= Task material =
=== Begin Enclosure ===
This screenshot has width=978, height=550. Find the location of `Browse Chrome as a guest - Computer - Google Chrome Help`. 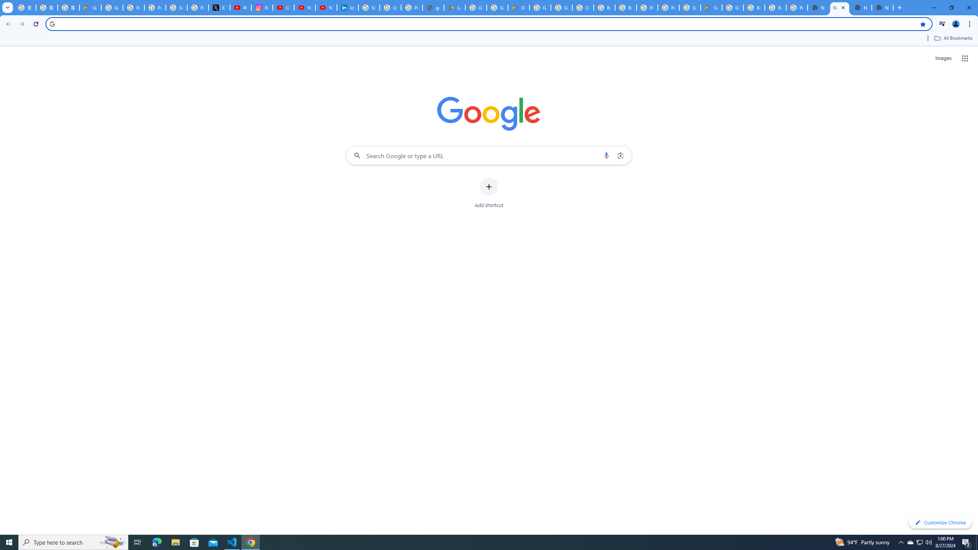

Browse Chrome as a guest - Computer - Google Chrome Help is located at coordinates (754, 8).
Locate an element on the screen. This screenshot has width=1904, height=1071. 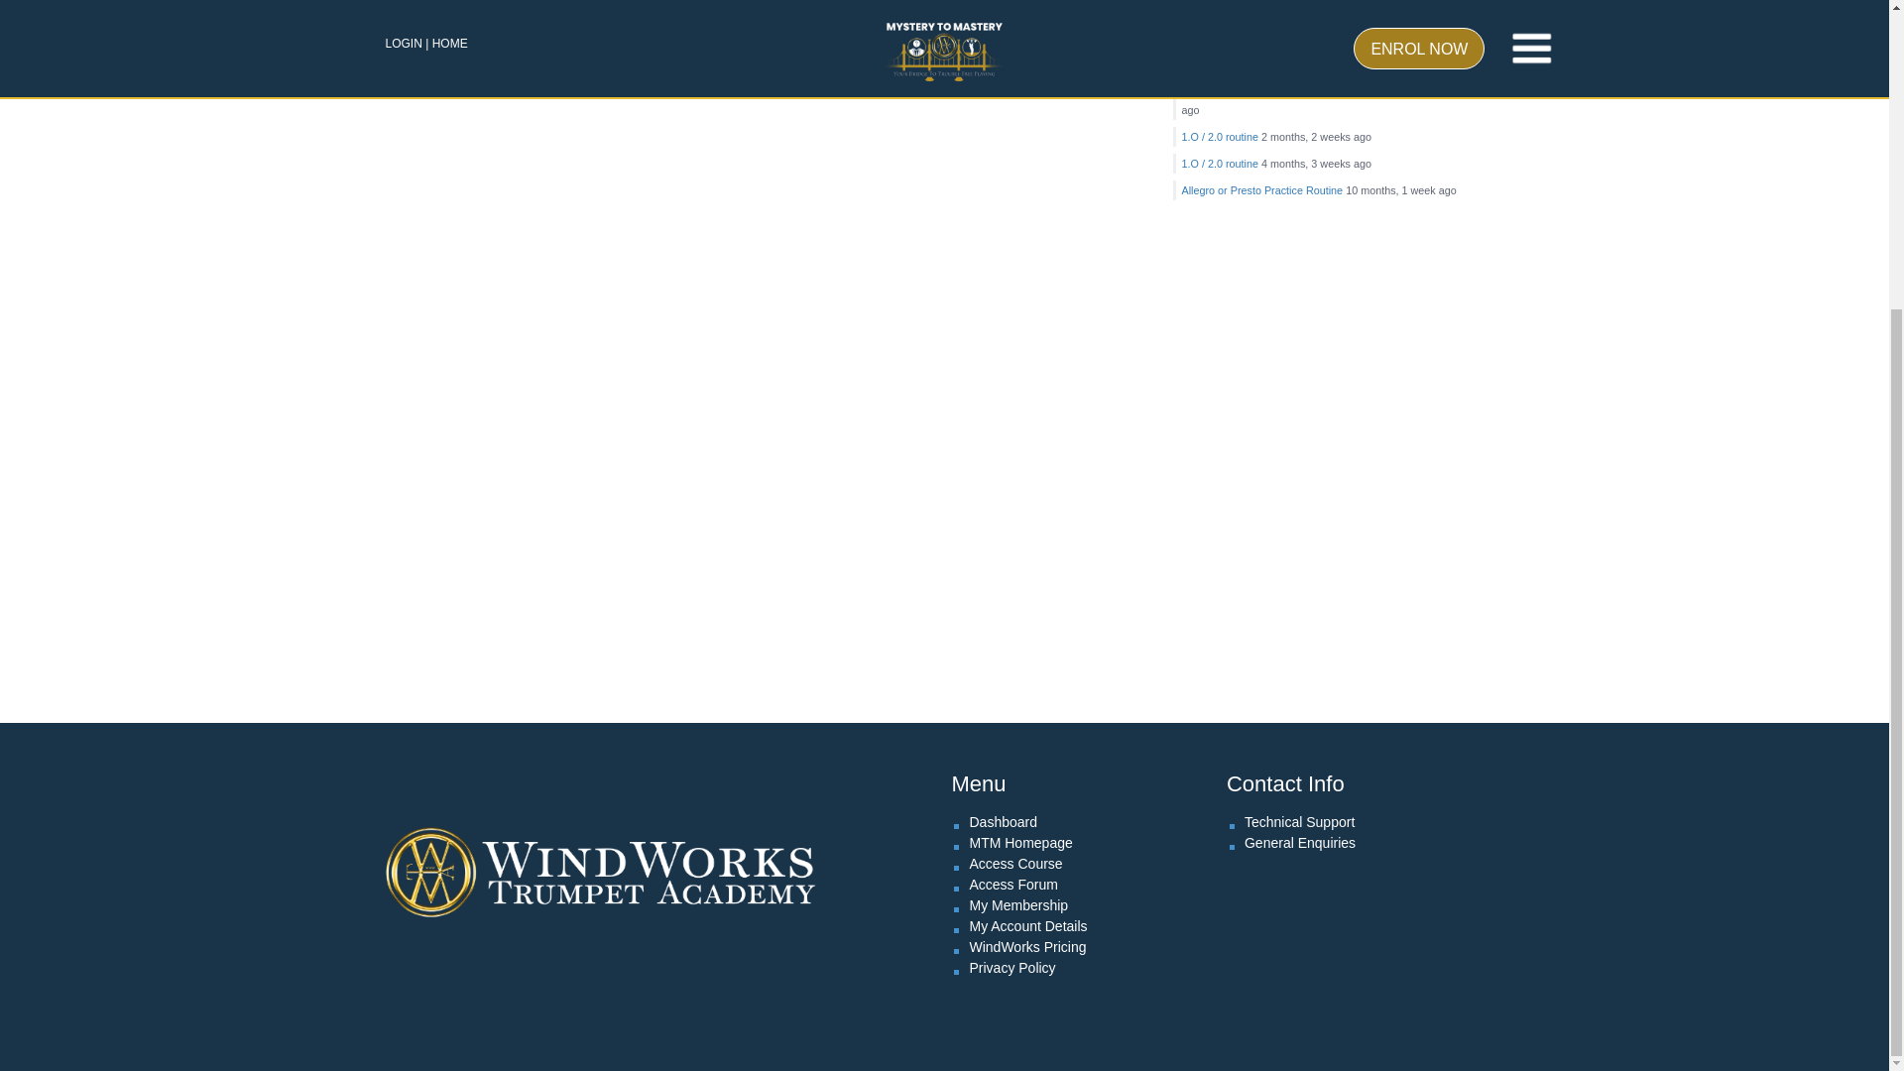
=== End Enclosure ===
=== Begin Enclosure ===
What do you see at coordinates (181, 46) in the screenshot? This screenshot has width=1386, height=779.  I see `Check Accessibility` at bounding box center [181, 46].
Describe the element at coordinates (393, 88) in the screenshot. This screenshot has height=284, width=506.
=== End Enclosure ===
= Your objective =
What's needed is an exact copy of the records above from the line containing "This screenshot has width=978, height=550." down to the line containing "Locate an element", both included, without any pictures.

= Solution for this task =
This screenshot has width=978, height=550. Find the location of `Browse Chrome as a guest - Computer - Google Chrome Help`. 

Browse Chrome as a guest - Computer - Google Chrome Help is located at coordinates (754, 8).
Locate an element on the screen. This screenshot has width=1904, height=1071. 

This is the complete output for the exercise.